Carnegie Mellon University

Ethics and AI - Trust and Transparency Recap - Carnegie Mellon University

April 11, 2018

Trust & Transparency on AI - #CMUAIEthics

Trust is a central human relationship, and is critical for both human-human and human-machine interactions. At the same time, technological advances can threaten trust by, for example, making it harder for people to understand these new technologies. On this session Manuela Veloso, Moshe Y. Vardi, Kerstin Vignard and David Danks discussed “Trust & Transparency on AI” on the ways in which trust affects one another, and of the machines, how is it affected by technology, and how we can preserve the trust we want.

Each panelist answered: In your view, what is the most important or challenging aspect for trust in AI robotic technologies including in their development use? 

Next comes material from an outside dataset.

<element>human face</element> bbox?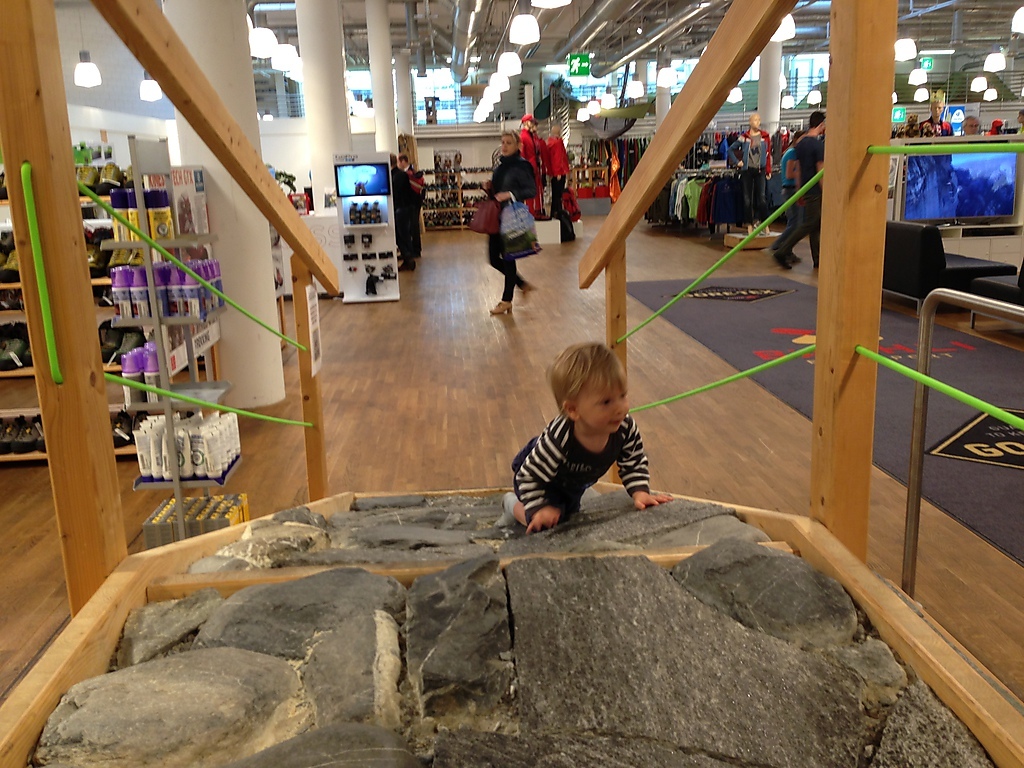
pyautogui.locateOnScreen(751, 117, 759, 129)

Kersin Vignard: The implications of the weaponization of these technologies are particularly important, issues surrounding transparency and verification of algorithmic systems are among the most important when we consider increasing autonomy in weapons systems.

Moshe Y. Vardi: It’s important to recognize that we are in a situation right now of a trust crisis in AI. 

Manuela Veloso: The key is to build these programs for which eventually there will be a change in society is to “justify” and have our problem solving algorithms generate such justifications as to why such solution was applied, and explain these on simple English language and not on the language it was built to whoever is requesting an explanation. These are just a part on what will enable us to build more trust on the use and development of our AI, Robotics and Machine Learning. 

Watch a full recap of the session: 


The final distinguished lecturer was Anca Dragan who spoke about "Transparency & Trustworthiness on AI and Robotics" 

Robots take actions that change the state of the world, and usually how they choose to which actions to take is usually called a reward function or objective function to maximize cumulative reward.

Reward Metric for Developing AI Systems

How do we ensure alignment between the user’s mental model and the robot?

… We could work on the robot side to leverage trustworthiness or work on the human side to calibrate expectations to reality.

What techniques are used when a robot has to interact with multiple people?

One thing that we experimented with is that if the robot can learn from many people, when it sees a new person it should start from scratch, to allow customization of user experience, however we don’t want the robot to learn from scratch as there’s common things that are shared between users, so one way to look at this would be as to have the robot learn from its previous users, and then learn those new person’s actions maneuver and allow for individual customization.